Task statement | Please give back each line of the listing, unchanged in every word.

***

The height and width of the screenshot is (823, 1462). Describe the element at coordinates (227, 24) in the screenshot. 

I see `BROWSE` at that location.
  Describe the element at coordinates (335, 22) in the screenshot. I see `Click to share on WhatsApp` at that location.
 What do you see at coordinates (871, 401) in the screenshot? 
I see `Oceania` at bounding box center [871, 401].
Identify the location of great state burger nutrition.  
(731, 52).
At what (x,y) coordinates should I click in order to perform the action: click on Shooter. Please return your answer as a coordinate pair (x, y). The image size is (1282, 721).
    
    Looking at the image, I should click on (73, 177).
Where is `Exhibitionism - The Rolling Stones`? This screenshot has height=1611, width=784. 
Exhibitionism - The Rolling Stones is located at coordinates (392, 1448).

***

Task solution |
The height and width of the screenshot is (823, 1462). Describe the element at coordinates (227, 24) in the screenshot. 

I see `BROWSE` at that location.
  Describe the element at coordinates (335, 22) in the screenshot. I see `Click to share on WhatsApp` at that location.
 What do you see at coordinates (871, 401) in the screenshot? 
I see `Oceania` at bounding box center [871, 401].
Identify the location of great state burger nutrition.  
(731, 52).
At what (x,y) coordinates should I click in order to perform the action: click on Shooter. Please return your answer as a coordinate pair (x, y). The image size is (1282, 721).
    
    Looking at the image, I should click on (73, 177).
Where is `Exhibitionism - The Rolling Stones`? This screenshot has height=1611, width=784. 
Exhibitionism - The Rolling Stones is located at coordinates (392, 1448).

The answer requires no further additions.